Oligarchy - form of government in which state power is vested in

a small group of people, usually the most economically powerful.

Despotism- a form of government and government in which the autocratic

the ruler unlimitedly disposes of the state, acting in relation to

subjects as lord and master.

Democracy- state form in which the supreme power belongs to everything

Theocracy- a form of state in which both political and spiritual power

concentrated in the hands of the clergy (church).

45 Political and legal consciousness, their role in the life of society.

Political consciousness arose in antiquity as a response to a real need to comprehend such new phenomena as the state and state power, a cat. first arose with the split of society into anthological classes. Since the social division of labor leads to the emergence of classes, and hence to sharp differences in the conditions of their lives and activities, it becomes necessary to maintain the existing class structure through state power, a cat. most often, naturally expresses the interests of the ruling class. Thus, political consciousness is a reflection of the production, economic and social relations of classes in their total relation to state power. In this conditioning by immediate economic and class interests lies the specificity of political consciousness. The structure of state power is the central problem of political thinking. The political struggle to determine the structure, tasks and content of the state's activities has historically taken on forms of various quality, ranging from open discussion of social problems, from parliamentary discussions and economic demands leading to private reforms, and ending with violent coups d'état, social revolutions.

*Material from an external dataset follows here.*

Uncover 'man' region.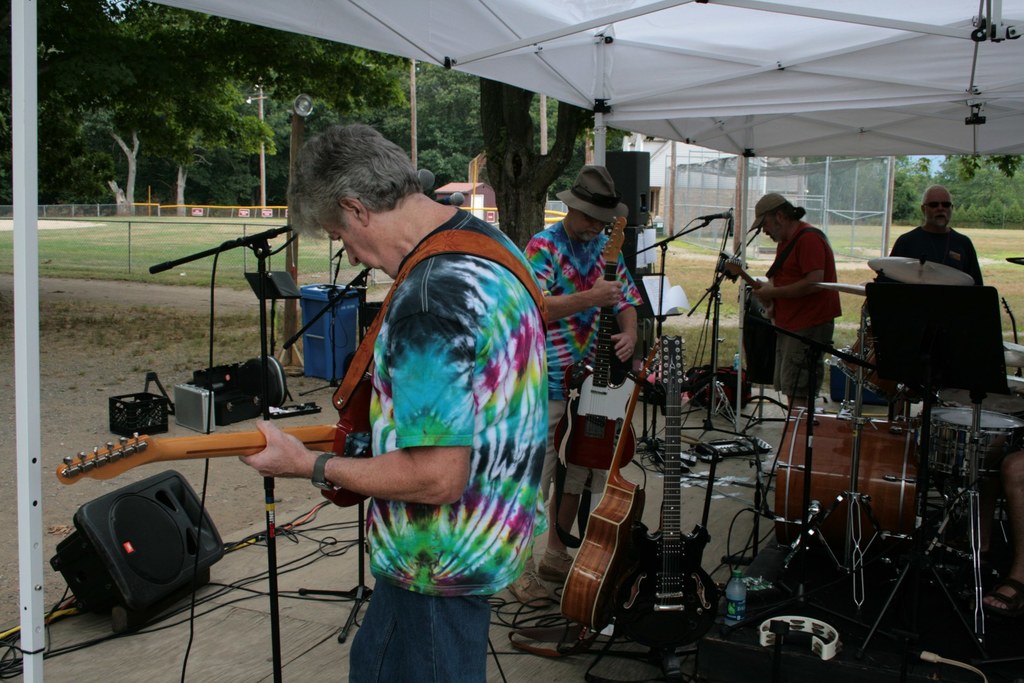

(2var) It is political interests that are most often the core of all socially active associations, and even more so, social clashes. Not only the socio-political, but also the spiritual life of society is dependent on political interests.

Until classes disappear (=the problem of state power), all aspirations of the human spirit will be drawn consciously or forcibly into political contradictions. Legal consciousness- this is the form of public consciousness in which knowledge and assessment of the normative socio-economic activities of various subjects of law (individual, enterprise, labor collectives, organizations, officials, etc.) accepted in a given society as legal laws are expressed. Legal consciousness as if intermediate between political and moral consciousness. If the political consciousness is formed depending on the objective socio-economic interests. then legal consciousness is more oriented towards rational and moral assessments.

The inner closeness of legal consciousness with rational and moral categories has historical reasons. In a classless primitive society with its mythological worldview, laws were seen as a moral tradition, they "were in the form of institutions sanctioned by the gods" (Hegel).

The legal consciousness of society is always support for the very idea of ​​regulated relations between the individual and the state, a cat. recognized as necessary to sustain society against the forces of anarchy. cat. must be known and observed, but cannot be considered absolute, that is, free from critical evaluation. Political and legal consciousness exist both at the social-practical and theoretical levels.

Each of these aspects deserves attention. Indeed, the understanding of the state as an organization of political power emphasizes that it stands out among other subjects of the political system with special qualities, is an official form of organization of power, and the only organization of political power that controls the entire society. At the same time, political power is one of the hallmarks of a state. Therefore, it is inappropriate to reduce the concept of the state to it.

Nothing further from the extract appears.